Instruments: Mental and Material
6th Annual HAPSAT Conference
On Sunday April 25, HAPSAT, the Graduate Student Society at the Institute for the History and Philosophy of Science at Technology at the University of Toronto, will host its sixth annual conference, Instruments: Mental and Material.
Scientific instruments have emerged as a central theme in the history and philosophy of science and in science and technology studies. In Leviathan and the Air Pump, Shapin and Schaffer cite instruments, together with writing style and modest witnessing, as the technologies that enable the new scientific life. More recently, Galison’s Image and Logic gives instrument makers equal standing with theorists and experimentalists within the trading zones of scientific discovery. The historiography of medicine has also explored how instruments played a significant role in changing the diagnostic acumen of doctors and revolutionizing concepts of disease. However, there is still a great deal of work to be done in order to consider instruments as both a serious subject of study, and a resource for historical investigation and argumentation. Similarly, since Hacking’s seminal Representing and Intervening, philosophers of science have acknowledged instruments as being of central importance to the practice of science.
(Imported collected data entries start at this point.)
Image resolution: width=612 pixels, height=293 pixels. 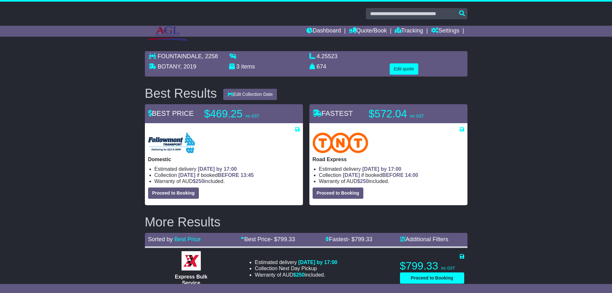 I want to click on span: Express Bulk Service, so click(x=191, y=280).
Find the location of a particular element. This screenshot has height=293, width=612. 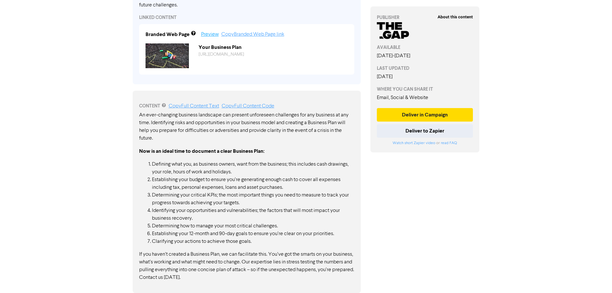

div: AVAILABLE is located at coordinates (425, 47).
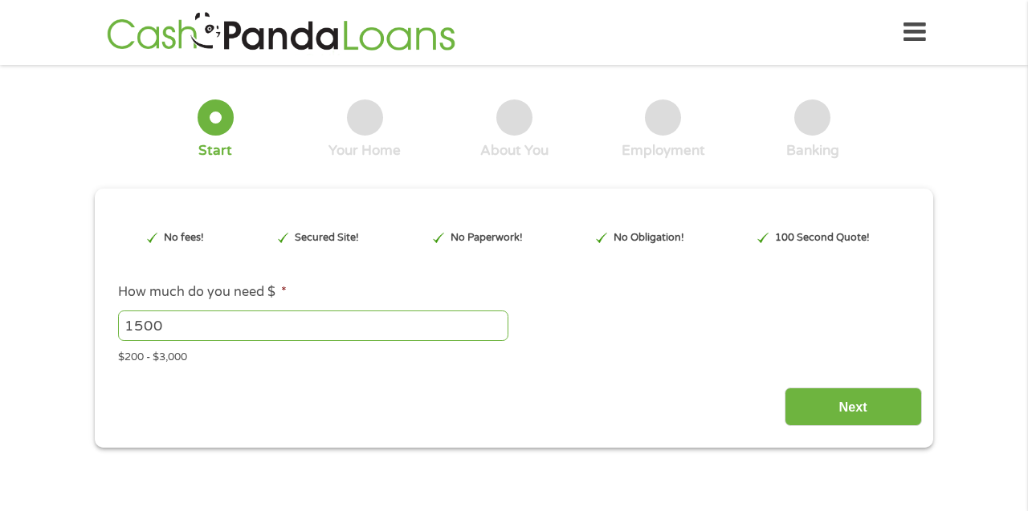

They have become a nexus for worries about empiricism and standards of evidence; Latour (Science in Action) for instance, has argued that facts and artifacts are constructed in the same way, while Davis Baird (Thing Knowledge) argues that instruments contain knowledge of how to produce effects.
The keynote address will be given by Jacalyn Duffin (Queen’s University): “Stethoscope: Technology and the Meaning of Life”
Registration is $10 for the conference, breakfast and lunch; $20 for the conference, breakfast, lunch, and dinner.